Maximum Causal Entropy Inverse Constrained Reinforcement Learning
This addresses the challenge of specifying implicit constraints for safe and aligned AI deployment in real-world settings, representing a novel method for a known bottleneck.
The paper tackles the problem of aligning AI agents with implicit constraints in human-interactive environments by proposing a method that uses maximum causal entropy to learn constraints and an optimal policy from demonstrations, achieving superior performance in reward and constraint violations across various tasks.
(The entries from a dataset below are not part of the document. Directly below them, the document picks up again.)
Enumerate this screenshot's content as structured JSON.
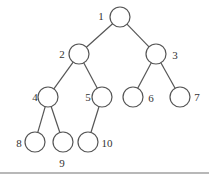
{
  "diagram": {
    "type": "binary-tree",
    "colors": {
      "stroke": "#555555",
      "label": "#333333",
      "rule": "#b8b8b8"
    },
    "node_radius": 10,
    "nodes": [
      {
        "id": "1",
        "label": "1",
        "cx": 120,
        "cy": 17,
        "lx": 101,
        "ly": 16,
        "anchor": "middle"
      },
      {
        "id": "2",
        "label": "2",
        "cx": 79,
        "cy": 54,
        "lx": 62,
        "ly": 54,
        "anchor": "middle"
      },
      {
        "id": "3",
        "label": "3",
        "cx": 156,
        "cy": 54,
        "lx": 175,
        "ly": 55,
        "anchor": "middle"
      },
      {
        "id": "4",
        "label": "4",
        "cx": 48,
        "cy": 97,
        "lx": 35,
        "ly": 97,
        "anchor": "middle"
      },
      {
        "id": "5",
        "label": "5",
        "cx": 102,
        "cy": 97,
        "lx": 88,
        "ly": 97,
        "anchor": "middle"
      },
      {
        "id": "6",
        "label": "6",
        "cx": 133,
        "cy": 97,
        "lx": 151,
        "ly": 98,
        "anchor": "middle"
      },
      {
        "id": "7",
        "label": "7",
        "cx": 180,
        "cy": 97,
        "lx": 197,
        "ly": 97,
        "anchor": "middle"
      },
      {
        "id": "8",
        "label": "8",
        "cx": 35,
        "cy": 142,
        "lx": 19,
        "ly": 143,
        "anchor": "middle"
      },
      {
        "id": "9",
        "label": "9",
        "cx": 63,
        "cy": 142,
        "lx": 62,
        "ly": 163,
        "anchor": "middle"
      },
      {
        "id": "10",
        "label": "10",
        "cx": 88,
        "cy": 142,
        "lx": 107,
        "ly": 143,
        "anchor": "middle"
      }
    ],
    "edges": [
      {
        "from": "1",
        "to": "2"
      },
      {
        "from": "1",
        "to": "3"
      },
      {
        "from": "2",
        "to": "4"
      },
      {
        "from": "2",
        "to": "5"
      },
      {
        "from": "3",
        "to": "6"
      },
      {
        "from": "3",
        "to": "7"
      },
      {
        "from": "4",
        "to": "8"
      },
      {
        "from": "4",
        "to": "9"
      },
      {
        "from": "5",
        "to": "10"
      }
    ]
  }
}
When deploying artificial agents in real-world environments where they interact with humans, it is crucial that their behavior is aligned with the values, social norms or other requirements of that environment. However, many environments have implicit constraints that are difficult to specify and transfer to a learning agent. To address this challenge, we propose a novel method that utilizes the principle of maximum causal entropy to learn constraints and an optimal policy that adheres to these constraints, using demonstrations of agents that abide by the constraints. We prove convergence in a tabular setting and provide an approximation which scales to complex environments. We evaluate the effectiveness of the learned policy by assessing the reward received and the number of constraint violations, and we evaluate the learned cost function based on its transferability to other agents. Our method has been shown to outperform state-of-the-art approaches across a variety of tasks and environments, and it is able to handle problems with stochastic dynamics and a continuous state-action space.